THREE years ago, Theresa May was diagnosed with Type 1 diabetes which is lifelong and incurable. Sufferers can live an almost-normal life but only if they heed expert opinion and follow a regime of diet, exercise and injections. To cope with Type 1 diabetes you have to be disciplined, meticulous and constantly planning ahead, which seem to be excellent qualities for any politician. As a friend with the disease tells me, with a certain graveyard humour, there is no such thing as a stupid Type 1 diabetic.

ANOTHER shortlist has been announced, this time for the Wainwright award for nature writing. One of the judges, Bill Lyons calls it an "exploding" field of literature, with more and more writers turning to nature to calm their stressed-out lives. Well, that's one explanation. Another is that this country is simply overrun with wildlife. From bugs to beavers, there has never been more to write about. Britain has more trees than at any time since the Industrial Revolution, more deer than at any time since the Ice Age and an estimated 30,000 urban foxes. Look out of the window. Have you ever seen England looking so green or found so many once-rare birds coming to your garden? When nature overflows into your space, the most natural thing in the world is to feed it, photograph it and write about it.

THE hole in the earth's ozone layer is getting smaller. Deja vu, on the other hand, is growing all the time. If last week's headlines about the shrinking hole seemed familiar, it's probably because similar reports about the ozone hole getting smaller appeared in 2002, 2009, 2013, 2014 and 2015.

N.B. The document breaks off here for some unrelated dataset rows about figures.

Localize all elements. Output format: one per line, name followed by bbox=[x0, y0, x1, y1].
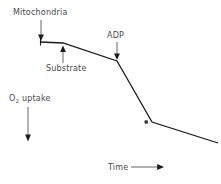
o2-uptake-trace bbox=[40, 42, 218, 143]
label-mitochondria: Mitochondria bbox=[13, 8, 67, 17]
label-adp: ADP bbox=[107, 31, 124, 40]
label-o2-uptake: O2 uptake bbox=[9, 94, 51, 104]
label-substrate: Substrate bbox=[46, 64, 87, 73]
o2-uptake-axis-arrow bbox=[25, 107, 31, 142]
label-o2-uptake-subscript: 2 bbox=[16, 98, 20, 104]
label-time: Time bbox=[108, 163, 128, 172]
o2-uptake-figure: Mitochondria Substrate ADP O2 uptake Tim… bbox=[0, 0, 221, 184]
mitochondria-arrow bbox=[38, 20, 44, 41]
time-axis-arrow bbox=[131, 164, 164, 170]
trace-canvas bbox=[0, 0, 221, 184]
asterisk-mark bbox=[145, 120, 148, 123]
adp-arrow bbox=[114, 42, 120, 60]
label-o2-uptake-element: O bbox=[9, 94, 16, 103]
substrate-arrow bbox=[60, 46, 66, 64]
label-o2-uptake-word: uptake bbox=[19, 94, 50, 103]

LAST week's item about the Church telling Tommies of the First World War that God was on their side, reminded a reader of his school days in the 1960s when he was, in his own words, a smartarse. In a religious-education class, he dared to quote from the Bob Dylan song, With God on Our Side. The verse tells us: "You'll have to decide / Whether Judas Iscariot / Had God on his side." Confronted with this, the RE teacher manhandled the lad out of the classroom and banned him from future lessons. I'm not surprised. As I recall, RE teachers had the shortest of fuses. Apart, of course, from maths teachers.

OUR changing language. A reader reports a radio discussion of Wernher von Braun, the Nazi rocket inventor who later led the US space programme. Once in the States, Von Braun was said to have been "cosmeticised."